LOVE, JOE
The Story Joe DiMaggio Never Told
No se pudo agregar al carrito
Add to Cart failed.
Error al Agregar a Lista de Deseos.
Error al eliminar de la lista de deseos.
Error al añadir a tu biblioteca
Error al seguir el podcast
Error al dejar de seguir el podcast
$0.00 por los primeros 30 días
Compra ahora por $5.99
-
Narrado por:
-
Virtual Voice
Este título utiliza narración de voz virtual
The Story Joe DiMaggio Never Told
A Novel by William Ferrier Jr.
★ A legendary life. A love that haunted him. A confession the world was never meant to hear. ★
Joe DiMaggio was an icon—America’s quiet hero, the Yankee Clipper, the man whose talent seemed untouchable. But behind the legend lived a man who built walls so high even those he loved could not reach him. Not his son. Not his brothers. Not even Marilyn Monroe—the woman whose memory he could never let go.
On the final day of his life, Joe begins to speak the truth he spent decades burying.
What unfolds is a haunting, intimate, and emotionally devastating portrait of a man the world thought it knew. Through Joe’s own voice, we finally hear:
The real story behind the roses left at Marilyn’s grave
The guilt he carried as a father—and the love he never learned to show
The loneliness hidden beneath fame, glory, and myth
The price of silence, and the cost of waiting too long to say what matters
Told with exquisite emotional depth, Love, Joe reimagines the final hours of a baseball legend as he confronts the memories, regrets, and fragile hopes that shaped his life. This is not the Joe DiMaggio of record books and highlight reels—this is Joe the man: flawed, tender, broken, and brave enough at last to speak.
A story about fathers and sons.
A story about forgiveness.
A story about the love that survives us.
★★★★★ Early readers are calling it:
“Heart-shattering and beautiful.”
“A masterpiece of empathy.”
“The most moving novel I’ve read in years.”
**A man becomes a legend. A legend becomes a myth.
Only in the end does he become human.**
LOVE, JOE is that rare novel that transforms a public figure into a deeply intimate voice—one that whispers, aches, and finally tells the story he never could.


• [Work request]: Transcribe each record word for word. Skip the images.

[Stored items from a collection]
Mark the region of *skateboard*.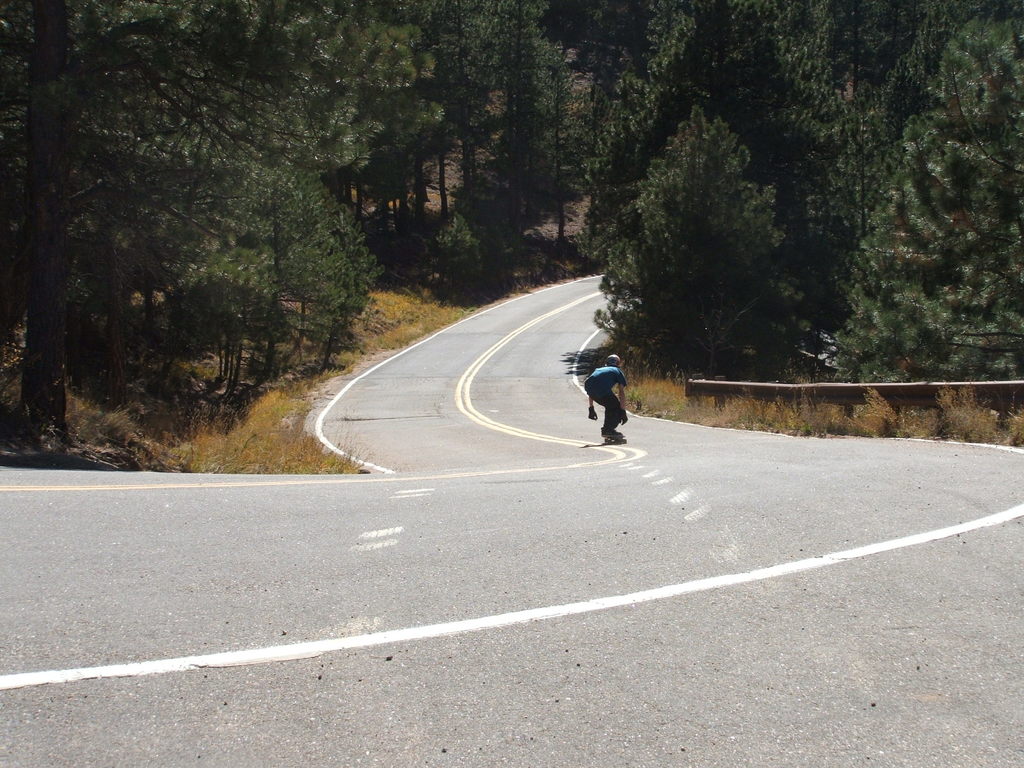
Region: bbox(606, 440, 626, 447).
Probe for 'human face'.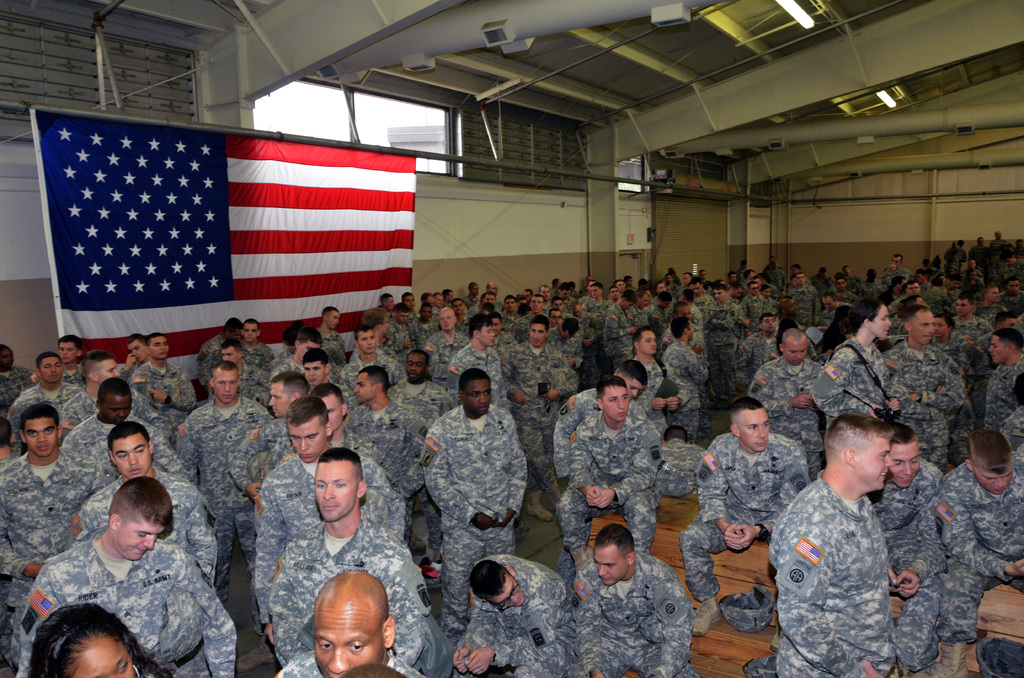
Probe result: bbox(220, 348, 239, 364).
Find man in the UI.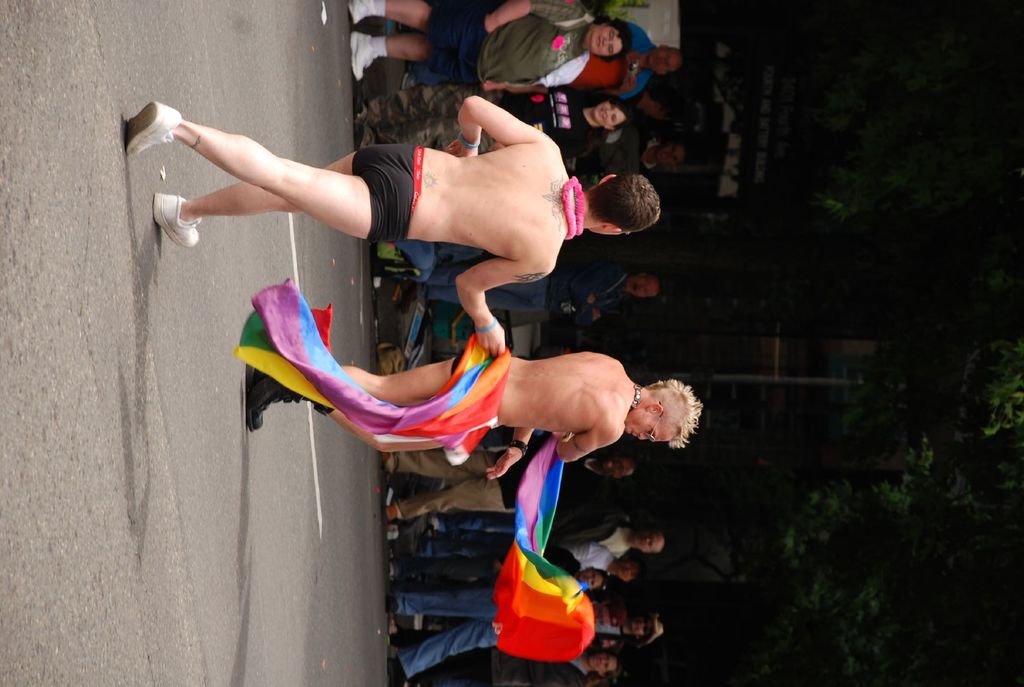
UI element at BBox(572, 17, 686, 100).
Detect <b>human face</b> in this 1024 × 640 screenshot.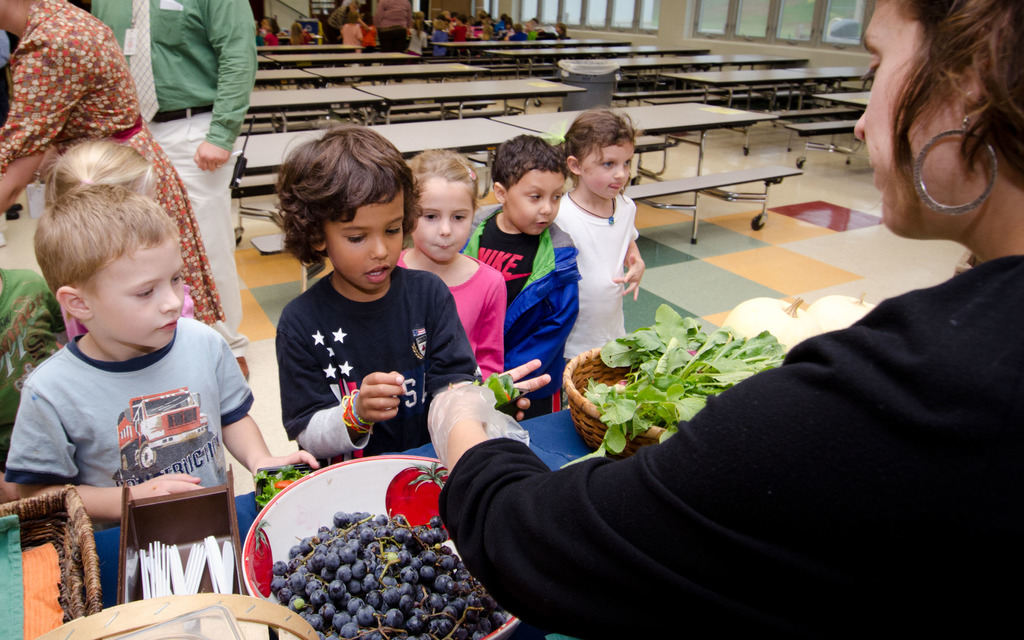
Detection: (left=510, top=170, right=566, bottom=236).
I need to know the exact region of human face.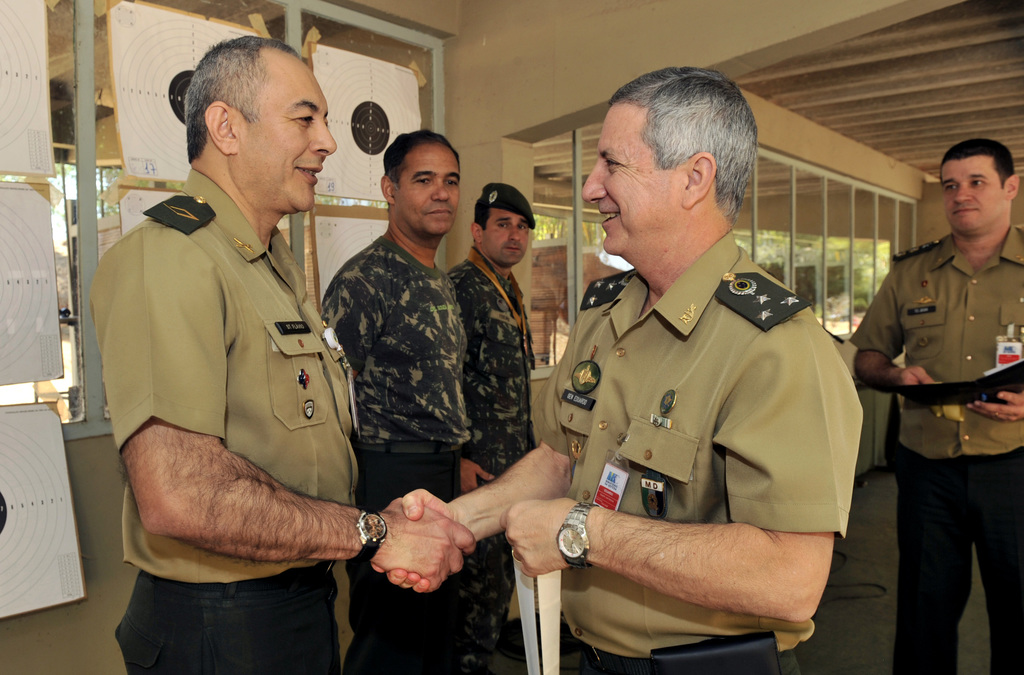
Region: rect(939, 156, 1006, 232).
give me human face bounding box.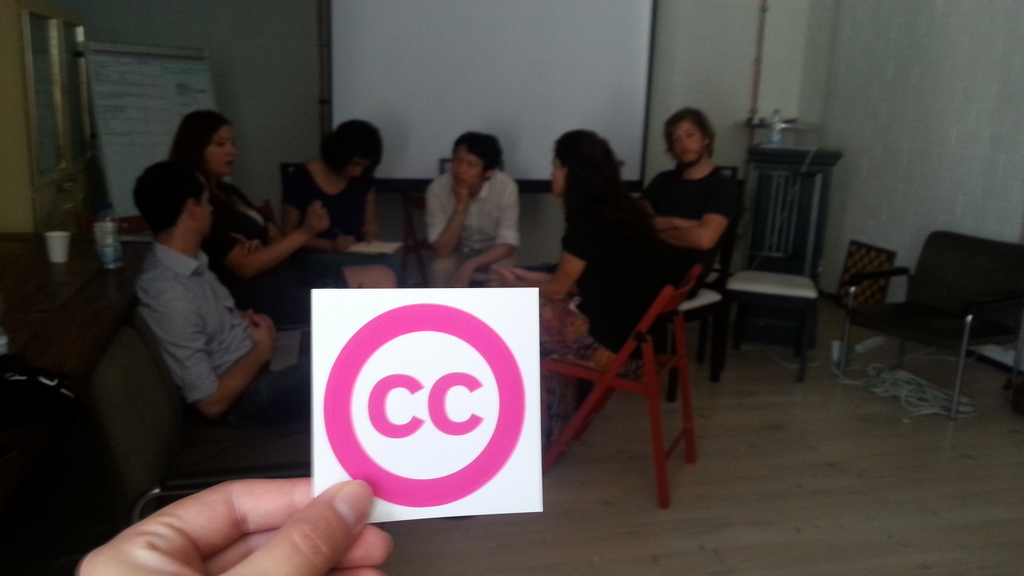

• [Solution to the exercise]:
Mark the region of *skateboard*.
Region: bbox(606, 440, 626, 447).
Probe for 'human face'.
Probe result: bbox(220, 348, 239, 364).
Find man in the UI.
UI element at BBox(572, 17, 686, 100).
Detect <b>human face</b> in this 1024 × 640 screenshot.
Detection: (left=510, top=170, right=566, bottom=236).
I need to know the exact region of human face.
Region: rect(939, 156, 1006, 232).
give me human face bounding box.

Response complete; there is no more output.